The following is a guest piece written by Shannon Reedy, chief brand officer at Terakeet. Opinions are the author’s own.
A brand crisis used to play out in predictable stages: a spark, a media cycle, a response, and then it dies down. In the era of artificial intelligence, that playbook has become outdated, as demonstrated by the recent Campbell’s Soup controversy.
After an alleged executive conversation went viral, the fallout was swift and measurable. Beyond traditional media coverage, the narrative was quickly reinforced across AI platforms and search engines, extending its reach and impact.
The incident reveals a new crisis-management reality. When AI becomes the first stop for information, a negative brand story spreads faster and lingers longer, and can dangerously represent “truth” for critical audiences like your employees, shareholders and customers.
It raises a critical question for brands: How do you respond when the algorithms are shaping the story faster than you can?
Brand havoc
In November, news surfaced about a lawsuit alleging that a Campbell’s executive made disparaging remarks about the company’s products, referring to them as “highly [processed] food” for “poor people.” The executive also allegedly claimed the brand uses “bioengineered meat” and made derogatory comments about employees.
In the aftermath, Terakeet’s analysis found that Campbell’s experienced a surge to 70% negative news sentiment and page-one search real estate flooded with damaging narratives.
Anyone who searched the Campbell’s brand or its products would now be met with the story in prominent Google features like the news feed, People Also Ask section and AI Overviews. Years of marketing and branding were wiped away in an instant.
One of the biggest risks AI introduces is its inherent bias toward negative information. In the digital ecosystem, sensational or controversial stories attract outsized attention, and once they gain momentum, they’re quickly reinforced and amplified across platforms.
That’s exactly what happened with Campbell’s. Coverage spread rapidly across social media and traditional news outlets, creating a flood of new content that AI systems began ingesting and reinforcing.
The story drove a spike in searches around “3D-printed meat” and questions about whether Campbell’s uses real meat, and generative AI didn’t step in to correct the narrative. Instead, it surfaced fragmented context, pulling language from Campbell’s own website referencing “mechanically separated chicken,” which further muddied perception rather than clarifying it.
The consequences of a reputational event like this extend well beyond headlines. In addition to the immediate erosion of consumer trust driven by questions about product integrity, Campbell’s experienced a 7.3% drop in its stock price, per Terakeet’s analysis. That translates to a drop of $684 million in market capitalization.
Consumer response followed quickly. Calls for boycotts emerged in reaction to the executive’s flippant remarks, underscoring how leadership behavior and executive visibility can directly influence purchasing decisions and brand loyalty.
The ripple effects are likely to extend into talent and employer branding as well. Allegations surrounding the employee who recorded the remarks — and their subsequent termination and lawsuit — introduce another layer of reputational risk. For prospective employees, these narratives shape perceptions of company culture, leadership accountability and psychological safety, all of which can impact recruiting and retention.
Be proactive, not reactive
The Campbell’s Company issued formal statements and published a press release on its website reaffirming that the ingredients used in its products are real. This traditional public relations response helped reintroduce factual information into the conversation, and early signals suggest that AI systems are already beginning to reference the company’s clarification.
However, this alone is not enough to reset the narrative now circulating online. Once controversy is widely distributed across news, social and search, it becomes part of the data layer AI relies on. This makes online perception harder to correct after the fact.
Ideally, Campbell’s would have taken a more proactive approach, strengthening its search presence and narrative landscape before a crisis emerged. By publishing authoritative, clarifying assets in advance, the brand could have established a stronger foundation. Brands that have strong owned digital assets in place effectively create a firewall that helps protect against misinterpretation when scrutiny inevitably arrives.
When page-one search results are fortified with credible, brand-controlled content, negative moments are far less likely to dominate visibility or linger after the news cycle fades. Strong search foundations don’t eliminate risk, but they significantly reduce how long and how loudly controversy echoes online.
Equally important is ongoing monitoring of how your brand appears in generative AI platforms like ChatGPT, Gemini and Perplexity. As more consumers turn to these tools for news and context, AI-generated summaries are becoming a primary touchpoint for brand perception. Ensuring accuracy in these outputs is a critical part of modern reputation management.
Campbell’s experience underscores a broader shift in how brand reputation is formed and sustained. In an environment where search engines, social platforms, and generative AI systems collectively shape public perception, reputation is no longer something brands can correct after the fact.
The brands that will emerge strongest are those that treat brand visibility and their reputation as a strategic asset, investing early in their online narrative clarity, search real estate and AI sentiment. Because once a story takes hold, the question isn’t whether it will influence AI — it’s how your brand is consistently shaping AI outputs.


* [What to produce]
Please find the line that holds "Home in on <item>jeans</item>." below and reproduce it, along with every line after it through the end, exactly and without pictures.

Free-text object descriptions
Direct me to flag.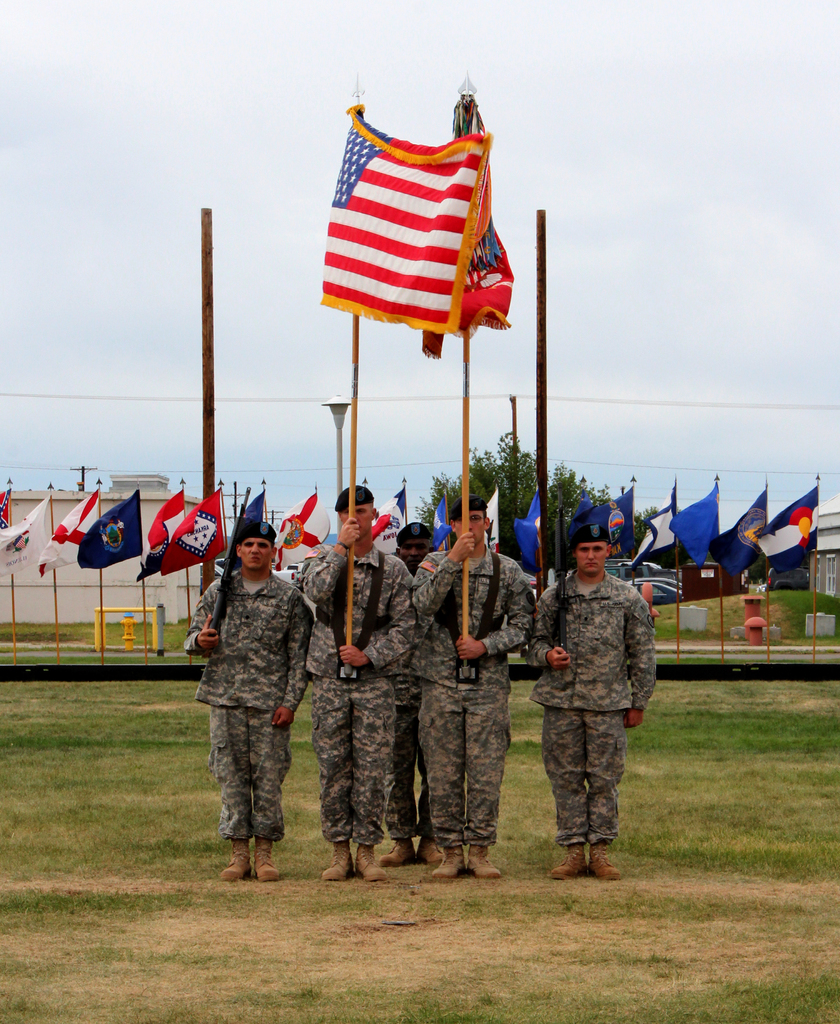
Direction: box(567, 484, 641, 557).
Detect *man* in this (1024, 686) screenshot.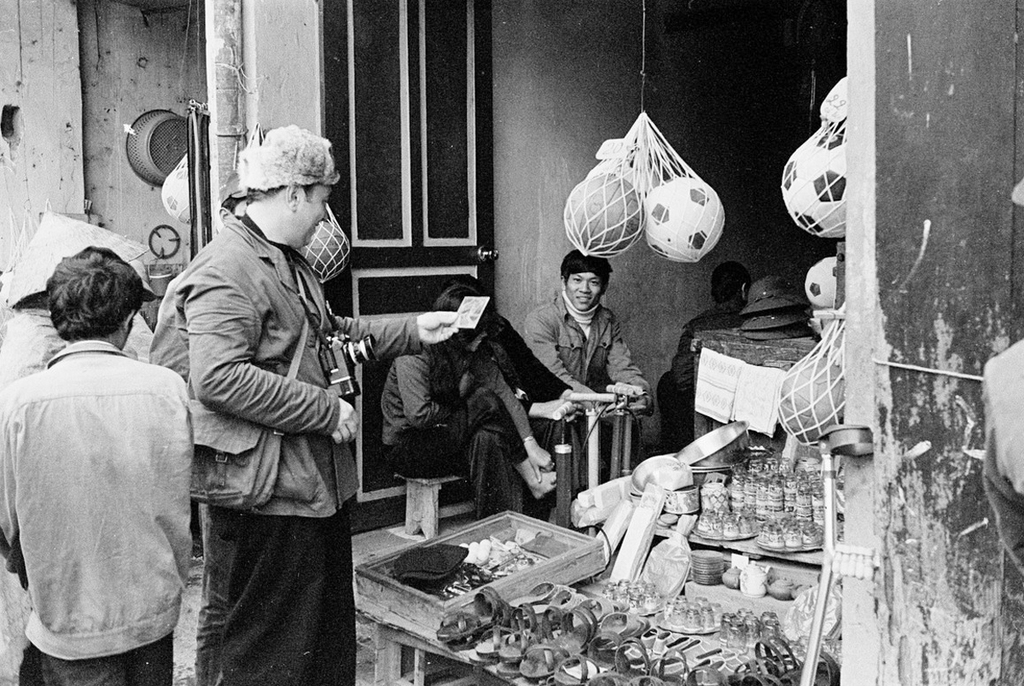
Detection: select_region(662, 259, 760, 442).
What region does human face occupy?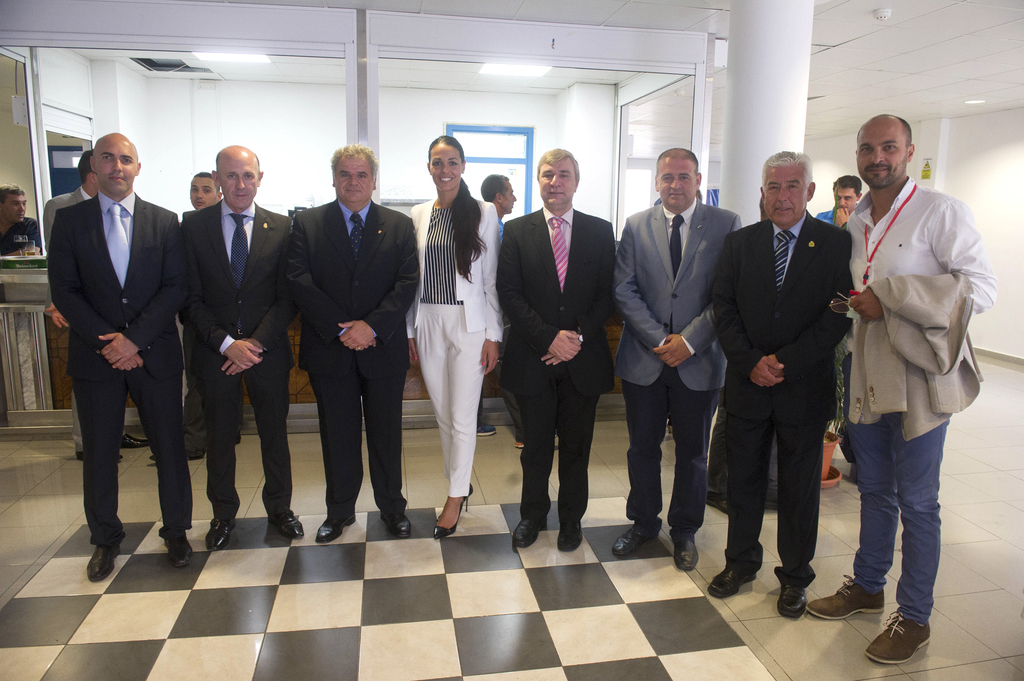
select_region(95, 140, 136, 193).
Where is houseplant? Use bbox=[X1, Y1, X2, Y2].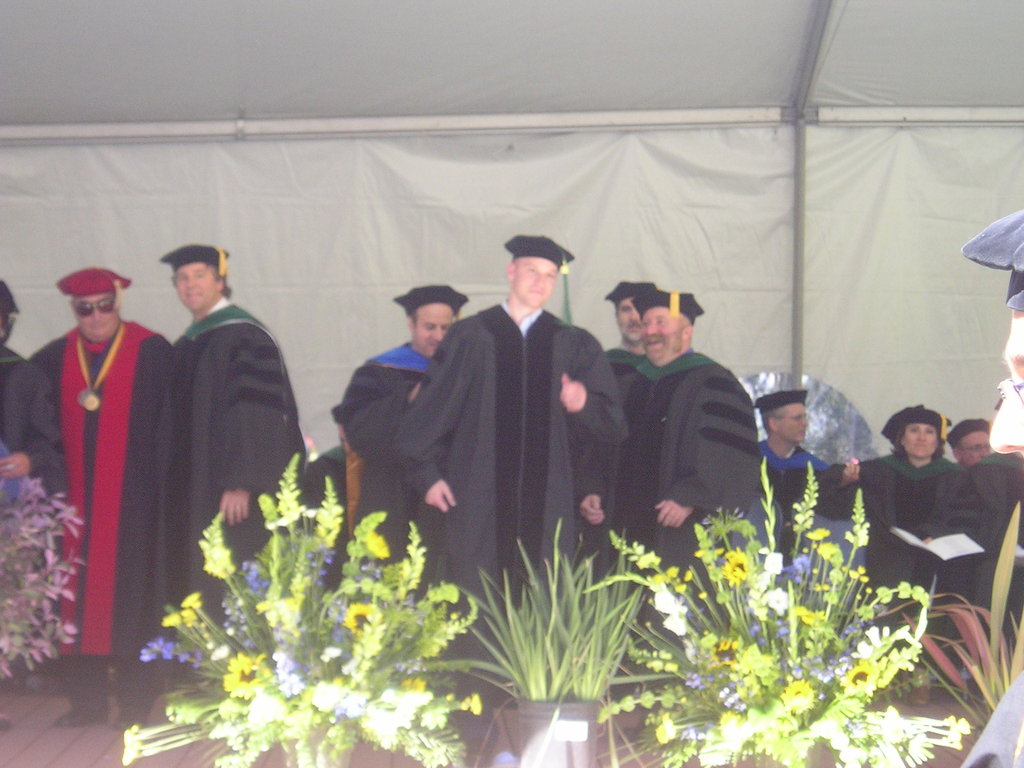
bbox=[127, 423, 481, 767].
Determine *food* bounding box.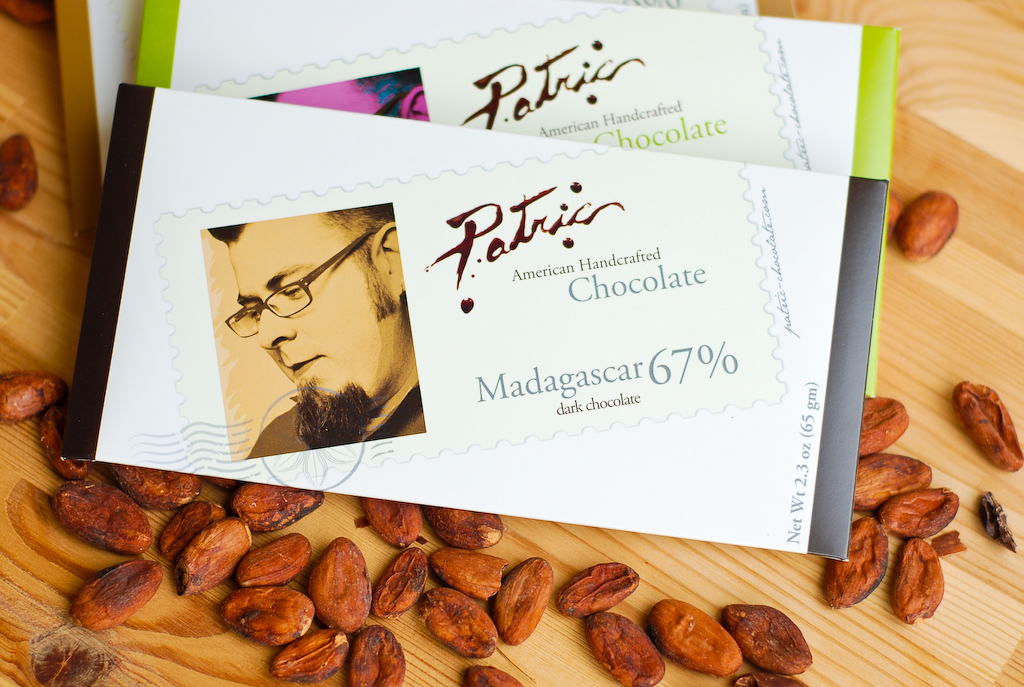
Determined: crop(0, 131, 39, 213).
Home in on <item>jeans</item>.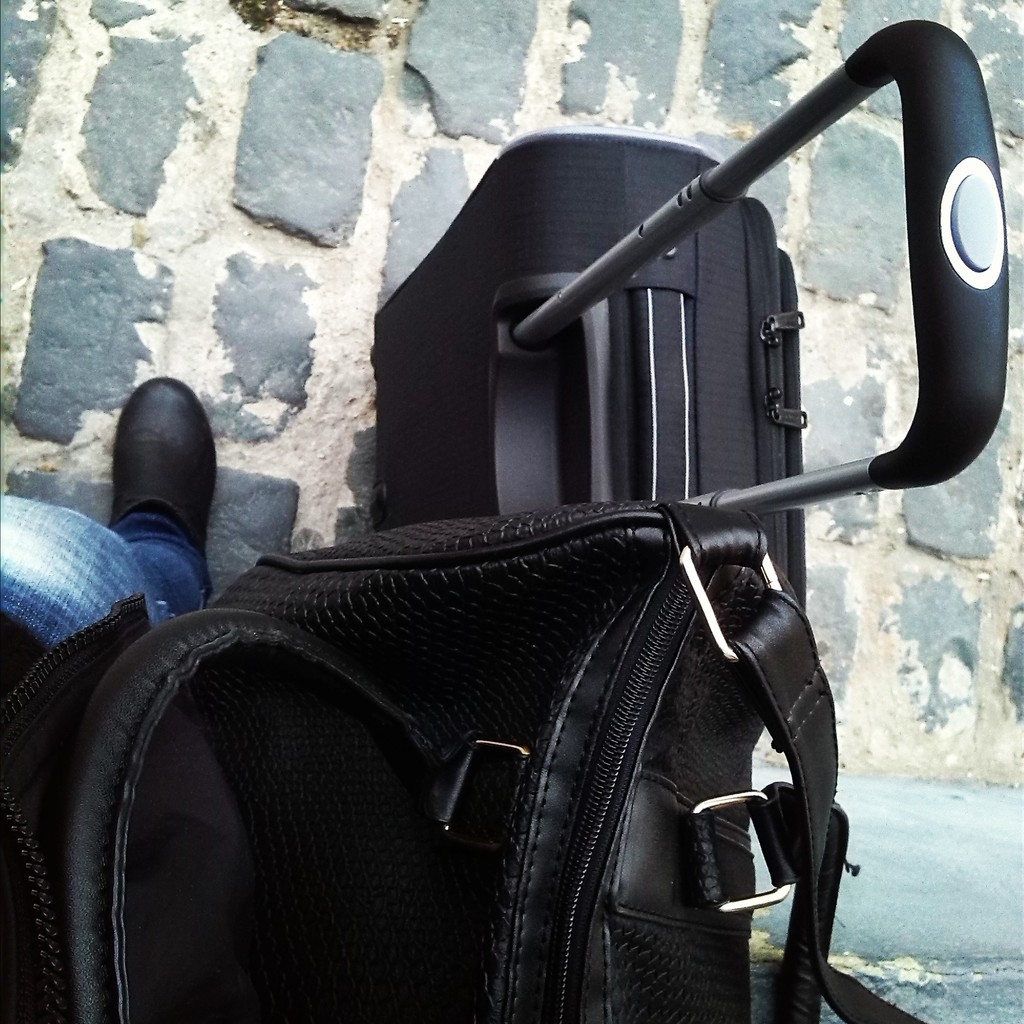
Homed in at x1=0 y1=499 x2=209 y2=654.
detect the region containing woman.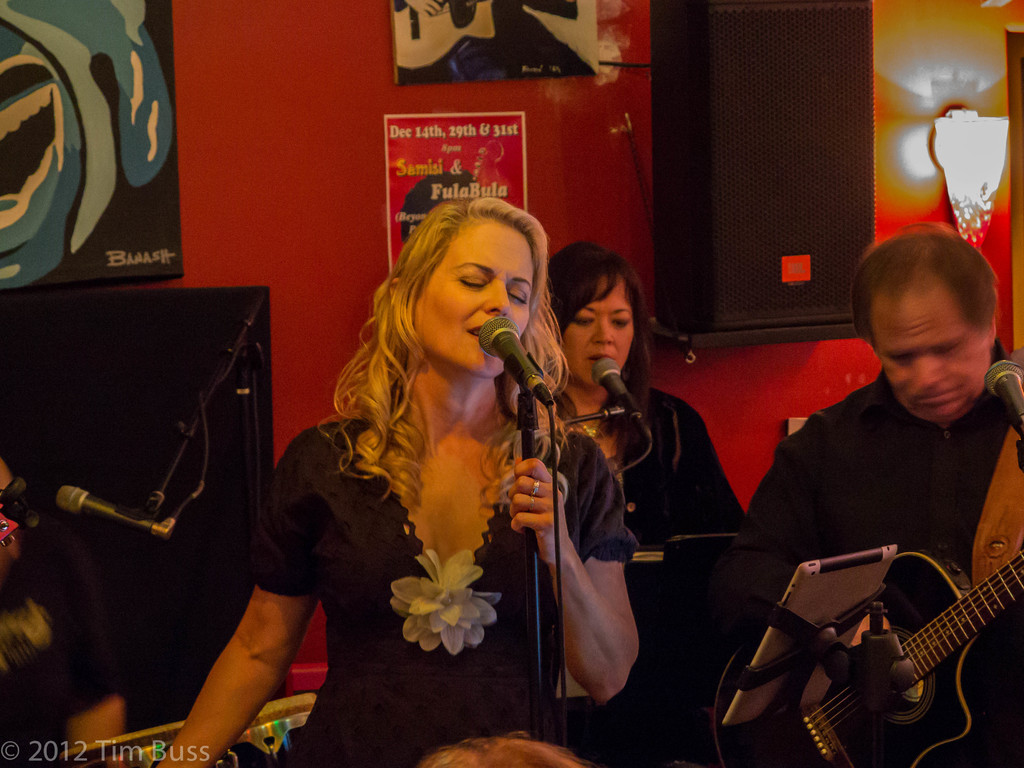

* [Answer to the problem]
Home in on <item>jeans</item>.
Homed in at x1=0 y1=499 x2=209 y2=654.
detect the region containing woman.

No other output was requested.